Happiness Part 3: What Makes a Good Life?

Lessons from the Longest Study on Happiness

What keeps us happy and healthy as we go through life? If you think it is fame and money, you’re not alone – but, per psychiatrist Robert Waldinger, the director of a 75-year-old study on adult development at Harvard, you’re mistaken.

Here are some important points from Robert Waldinger on Ted.com (link below):

  • There was a recent survey of millennials asking them what their most important life goals were, and over 80 percent said that a major life goal for them was to get rich. And another 50 percent of those same young adults said that their other major life goal was to become famous.
  • The clearest message from the 75-year study by The Harvard Study of Adult Development is this: Good relationships keep us happier and healthier. Period.
  • We’ve learned three big lessons about relationships. The first is that social connections are really good for us and that loneliness kills. It turns out that people who are more socially connected to family, to friends, to community, are happier, they’re physically healthier, and they live longer than people who are less well connected.
  • It’s the quality of your close relationships that matters. It turns out that living in the midst of conflict is really bad for our health. High-conflict marriages, for example, without much affection, turn out to be very bad for our health, perhaps worse than getting divorced. And living in the midst of good, warm relationships is protective.
  • The people who were the most satisfied in their relationships at age 50 were the healthiest at age 80.

A few years ago, I received an email from one of our earliest graduates. He wanted to invite my wife and me for lunch. When I called him, he mentioned that he graduated from PC AGE in around 1993 and now his son who is 21 is on his way to enroll at PC AGE. He wanted to take us to lunch just to thank us. He mentioned that when he came to PC AGE, he was laid off from a dying publishing company with not much hope for the future, but that training has literary changed his and his family’s life. He was now a Senior Network Admin at a prestigious company, earning six figures.

As Robert Waldinger concluded in his lecture, “The good life is built on good relationships,” at PC AGE, our success and happiness are built on our good relationships with students and employers who have hired our grads for the last 25 years. Good relationships are built by truly caring about people who put their trust on you. That is what you will find at PC AGE.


# Activity
From the line containing "Extract the location" down to the last line of the data, output each line word for word and include nothing else.

Saved entries:
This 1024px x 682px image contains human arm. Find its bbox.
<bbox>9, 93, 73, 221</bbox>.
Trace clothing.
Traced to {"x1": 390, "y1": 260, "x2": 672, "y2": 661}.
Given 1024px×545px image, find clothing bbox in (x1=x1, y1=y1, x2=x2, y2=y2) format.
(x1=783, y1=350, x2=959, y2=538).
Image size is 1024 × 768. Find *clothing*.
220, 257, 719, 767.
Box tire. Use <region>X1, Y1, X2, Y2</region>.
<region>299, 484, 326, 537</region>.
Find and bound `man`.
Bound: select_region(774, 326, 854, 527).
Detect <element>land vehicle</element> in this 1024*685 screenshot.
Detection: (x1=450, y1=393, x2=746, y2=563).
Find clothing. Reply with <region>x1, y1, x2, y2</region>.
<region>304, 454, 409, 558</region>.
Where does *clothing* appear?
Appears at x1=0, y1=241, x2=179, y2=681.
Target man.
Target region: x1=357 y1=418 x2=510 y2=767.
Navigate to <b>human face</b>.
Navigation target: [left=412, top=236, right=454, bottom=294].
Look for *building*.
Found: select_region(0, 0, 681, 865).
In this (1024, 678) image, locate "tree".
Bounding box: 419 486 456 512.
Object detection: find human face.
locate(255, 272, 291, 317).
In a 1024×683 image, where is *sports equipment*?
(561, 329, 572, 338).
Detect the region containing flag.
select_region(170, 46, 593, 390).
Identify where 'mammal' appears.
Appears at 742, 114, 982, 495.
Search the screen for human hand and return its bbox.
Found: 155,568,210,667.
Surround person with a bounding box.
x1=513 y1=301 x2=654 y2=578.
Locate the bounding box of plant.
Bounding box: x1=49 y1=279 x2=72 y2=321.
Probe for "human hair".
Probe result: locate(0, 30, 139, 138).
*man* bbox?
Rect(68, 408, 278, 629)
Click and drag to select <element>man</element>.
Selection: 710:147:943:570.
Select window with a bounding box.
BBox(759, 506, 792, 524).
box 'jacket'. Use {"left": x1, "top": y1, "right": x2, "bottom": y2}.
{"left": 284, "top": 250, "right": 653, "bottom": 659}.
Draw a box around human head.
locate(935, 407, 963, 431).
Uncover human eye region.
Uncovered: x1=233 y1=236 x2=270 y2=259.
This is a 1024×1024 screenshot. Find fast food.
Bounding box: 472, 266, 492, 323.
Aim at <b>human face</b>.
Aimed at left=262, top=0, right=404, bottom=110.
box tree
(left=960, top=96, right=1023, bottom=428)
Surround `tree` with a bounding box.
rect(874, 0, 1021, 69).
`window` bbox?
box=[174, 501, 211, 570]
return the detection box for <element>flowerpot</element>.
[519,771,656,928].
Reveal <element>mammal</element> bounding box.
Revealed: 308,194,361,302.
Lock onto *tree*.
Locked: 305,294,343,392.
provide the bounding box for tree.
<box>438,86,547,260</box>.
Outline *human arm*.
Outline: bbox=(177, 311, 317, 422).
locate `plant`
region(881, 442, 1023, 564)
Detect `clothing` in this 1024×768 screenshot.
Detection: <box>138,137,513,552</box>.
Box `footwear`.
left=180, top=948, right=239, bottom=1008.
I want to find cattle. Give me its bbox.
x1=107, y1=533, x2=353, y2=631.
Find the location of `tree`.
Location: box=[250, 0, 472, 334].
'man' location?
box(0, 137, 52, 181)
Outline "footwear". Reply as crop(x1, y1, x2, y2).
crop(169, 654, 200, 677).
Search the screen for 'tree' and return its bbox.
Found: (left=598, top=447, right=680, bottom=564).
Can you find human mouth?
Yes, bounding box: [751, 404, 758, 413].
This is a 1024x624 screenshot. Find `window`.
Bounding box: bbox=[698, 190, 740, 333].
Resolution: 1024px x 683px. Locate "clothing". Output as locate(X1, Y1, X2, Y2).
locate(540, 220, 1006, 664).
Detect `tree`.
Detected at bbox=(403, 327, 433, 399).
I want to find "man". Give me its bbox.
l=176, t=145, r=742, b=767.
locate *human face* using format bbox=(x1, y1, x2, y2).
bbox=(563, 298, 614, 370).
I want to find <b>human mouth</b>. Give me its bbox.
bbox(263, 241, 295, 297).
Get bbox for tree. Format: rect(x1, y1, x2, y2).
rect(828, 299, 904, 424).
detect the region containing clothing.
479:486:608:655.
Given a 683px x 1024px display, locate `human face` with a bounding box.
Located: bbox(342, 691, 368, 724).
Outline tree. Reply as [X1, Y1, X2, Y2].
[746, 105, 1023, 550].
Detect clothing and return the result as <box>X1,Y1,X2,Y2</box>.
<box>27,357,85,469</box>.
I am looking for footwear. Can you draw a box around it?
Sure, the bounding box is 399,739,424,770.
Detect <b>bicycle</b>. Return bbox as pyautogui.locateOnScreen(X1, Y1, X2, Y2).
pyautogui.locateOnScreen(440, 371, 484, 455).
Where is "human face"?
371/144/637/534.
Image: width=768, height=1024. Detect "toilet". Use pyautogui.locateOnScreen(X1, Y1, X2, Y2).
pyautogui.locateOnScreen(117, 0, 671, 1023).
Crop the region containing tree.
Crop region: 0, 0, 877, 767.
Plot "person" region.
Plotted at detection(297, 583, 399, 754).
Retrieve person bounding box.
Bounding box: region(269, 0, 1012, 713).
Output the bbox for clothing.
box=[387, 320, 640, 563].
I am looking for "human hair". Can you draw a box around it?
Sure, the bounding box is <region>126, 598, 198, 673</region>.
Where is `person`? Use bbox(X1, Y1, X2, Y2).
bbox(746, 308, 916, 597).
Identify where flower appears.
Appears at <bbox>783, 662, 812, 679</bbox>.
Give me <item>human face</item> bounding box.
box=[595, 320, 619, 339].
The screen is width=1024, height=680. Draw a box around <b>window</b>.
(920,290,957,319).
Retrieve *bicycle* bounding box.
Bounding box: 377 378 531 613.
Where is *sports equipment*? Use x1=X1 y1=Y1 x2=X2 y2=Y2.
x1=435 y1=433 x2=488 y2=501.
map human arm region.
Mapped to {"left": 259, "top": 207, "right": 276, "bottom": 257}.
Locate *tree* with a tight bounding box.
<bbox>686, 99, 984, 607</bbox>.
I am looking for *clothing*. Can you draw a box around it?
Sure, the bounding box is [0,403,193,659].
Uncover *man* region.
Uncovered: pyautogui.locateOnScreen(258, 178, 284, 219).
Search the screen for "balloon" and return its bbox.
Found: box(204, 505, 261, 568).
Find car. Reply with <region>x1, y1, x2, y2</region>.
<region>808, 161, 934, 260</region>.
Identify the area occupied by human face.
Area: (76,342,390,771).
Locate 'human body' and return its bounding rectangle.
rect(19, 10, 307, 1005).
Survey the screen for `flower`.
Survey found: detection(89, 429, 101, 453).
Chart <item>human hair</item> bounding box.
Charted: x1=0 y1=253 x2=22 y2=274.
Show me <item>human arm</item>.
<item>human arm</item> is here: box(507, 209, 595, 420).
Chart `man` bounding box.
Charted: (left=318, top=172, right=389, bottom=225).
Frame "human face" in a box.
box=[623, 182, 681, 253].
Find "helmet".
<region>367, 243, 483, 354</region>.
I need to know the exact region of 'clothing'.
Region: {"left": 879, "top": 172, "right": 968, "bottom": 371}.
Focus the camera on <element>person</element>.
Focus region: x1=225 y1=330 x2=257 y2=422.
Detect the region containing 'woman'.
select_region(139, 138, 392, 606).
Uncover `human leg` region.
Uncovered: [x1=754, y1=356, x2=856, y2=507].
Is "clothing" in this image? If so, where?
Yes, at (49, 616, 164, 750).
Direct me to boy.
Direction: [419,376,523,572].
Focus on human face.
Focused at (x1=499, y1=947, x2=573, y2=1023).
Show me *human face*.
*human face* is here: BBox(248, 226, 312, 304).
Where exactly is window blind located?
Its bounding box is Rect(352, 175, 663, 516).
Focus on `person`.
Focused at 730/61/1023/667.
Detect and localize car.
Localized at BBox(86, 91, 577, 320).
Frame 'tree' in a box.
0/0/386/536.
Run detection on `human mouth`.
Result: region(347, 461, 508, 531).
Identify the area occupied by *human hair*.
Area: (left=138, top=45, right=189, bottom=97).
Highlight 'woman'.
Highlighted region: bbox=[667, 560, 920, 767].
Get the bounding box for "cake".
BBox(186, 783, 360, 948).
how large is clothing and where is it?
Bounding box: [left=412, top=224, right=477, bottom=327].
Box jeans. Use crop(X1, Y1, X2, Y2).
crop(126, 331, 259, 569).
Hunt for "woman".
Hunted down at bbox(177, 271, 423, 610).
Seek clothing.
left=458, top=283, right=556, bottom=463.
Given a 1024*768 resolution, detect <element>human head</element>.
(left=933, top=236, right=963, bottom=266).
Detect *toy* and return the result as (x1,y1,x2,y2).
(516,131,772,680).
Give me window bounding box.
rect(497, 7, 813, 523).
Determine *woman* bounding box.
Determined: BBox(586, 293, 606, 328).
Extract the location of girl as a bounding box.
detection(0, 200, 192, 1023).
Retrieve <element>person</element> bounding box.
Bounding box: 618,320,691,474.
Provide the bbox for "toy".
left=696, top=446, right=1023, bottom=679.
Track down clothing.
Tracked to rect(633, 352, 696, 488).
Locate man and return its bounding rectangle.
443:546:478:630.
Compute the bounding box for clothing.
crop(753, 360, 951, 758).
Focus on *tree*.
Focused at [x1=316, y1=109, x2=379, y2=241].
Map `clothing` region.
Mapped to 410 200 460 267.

# Task solution
Extract the location of girl as a bounding box.
detection(0, 200, 192, 1023).
Retrieve <element>person</element> bounding box.
Bounding box: 618,320,691,474.
Provide the bbox for "toy".
left=696, top=446, right=1023, bottom=679.
Track down clothing.
Tracked to rect(633, 352, 696, 488).
Locate man and return its bounding rectangle.
443:546:478:630.
Compute the bounding box for clothing.
crop(753, 360, 951, 758).
Focus on *tree*.
Focused at [x1=316, y1=109, x2=379, y2=241].
Map `clothing` region.
Mapped to 410 200 460 267.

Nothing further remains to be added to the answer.